If there was a genuine philosophy of science illumination it would be clear that, despite the shortcomings of the logical empiricist setting in which Popper found himself , there is much more of value in a sophisticated Popperian methodological falsificationism than in Bayesianism. If scientists were interested in the most probable hypotheses, they would stay as close to the data as possible. But in fact they want interesting, informative, risky theories and genuine explanations. This goes against the Bayesian probabilist ideal. Moreover, you cannot falsify with Bayes theorem, so you’d have to start out with an exhaustive set of hypotheses that could account for data (already silly), and then you’d never get rid of them—they could only be probabilistically disconfirmed.
Strictly speaking, one can’t falsify with any method outside of deductive logic—even your own Severity Principle only claims to warrant hypotheses, not falsify their negations. Bayesian statistical analysis is just the same in this regard.
A Bayesian analysis doesn’t need to start with an exhaustive set of hypotheses to justify discarding some of them. Suppose we have a set of mutually exclusive but not exhaustive hypotheses. The posterior probability of an hypothesis under the assumption that the set is exhaustive is an upper bound for its posterior probability in an analysis with an expanded set of hypotheses. A more complete set can only make a hypotheses less likely, so if its posterior probability is already so low that it would have a negligible effect on subsequent calculations, it can safely be discarded.
But in fact they want interesting, informative, risky theories and genuine explanations. This goes against the Bayesian probabilist ideal.
I’m a Bayesian probabilist, and it doesn’t go against my ideal. I think you’re attacking philosophical subjective Bayesianism, but I don’t think that’s the kind of Bayesianism to which lukeprog is referring.

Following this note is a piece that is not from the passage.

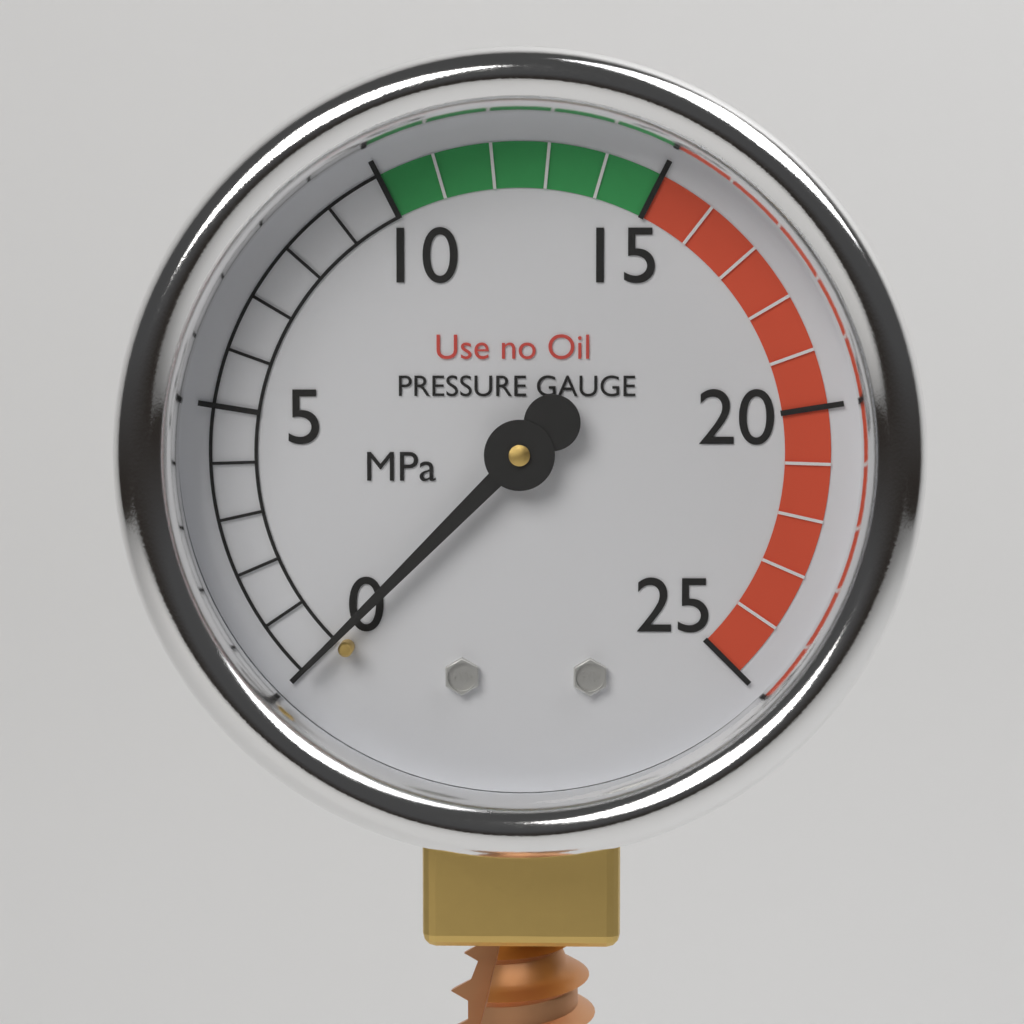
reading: 0 MPa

If there was a genuine philosophy of science illumination it would be clear that, despite the shortcomings of the logical empiricist setting in which Popper found himself , there is much more of value in a sophisticated Popperian methodological falsificationism than in Bayesianism. If scientists were interested in the most probable hypotheses, they would stay as close to the data as possible. But in fact they want interesting, informative, risky theories and genuine explanations. This goes against the Bayesian probabilist ideal. Moreover, you cannot falsify with Bayes theorem, so you’d have to start out with an exhaustive set of hypotheses that could account for data (already silly), and then you’d never get rid of them—they could only be probabilistically disconfirmed.
Strictly speaking, one can’t falsify with any method outside of deductive logic—even your own Severity Principle only claims to warrant hypotheses, not falsify their negations. Bayesian statistical analysis is just the same in this regard.
A Bayesian analysis doesn’t need to start with an exhaustive set of hypotheses to justify discarding some of them. Suppose we have a set of mutually exclusive but not exhaustive hypotheses. The posterior probability of an hypothesis under the assumption that the set is exhaustive is an upper bound for its posterior probability in an analysis with an expanded set of hypotheses. A more complete set can only make a hypotheses less likely, so if its posterior probability is already so low that it would have a negligible effect on subsequent calculations, it can safely be discarded.
I’m a Bayesian probabilist, and it doesn’t go against my ideal. I think you’re attacking philosophical subjective Bayesianism, but I don’t think that’s the kind of Bayesianism to which lukeprog is referring.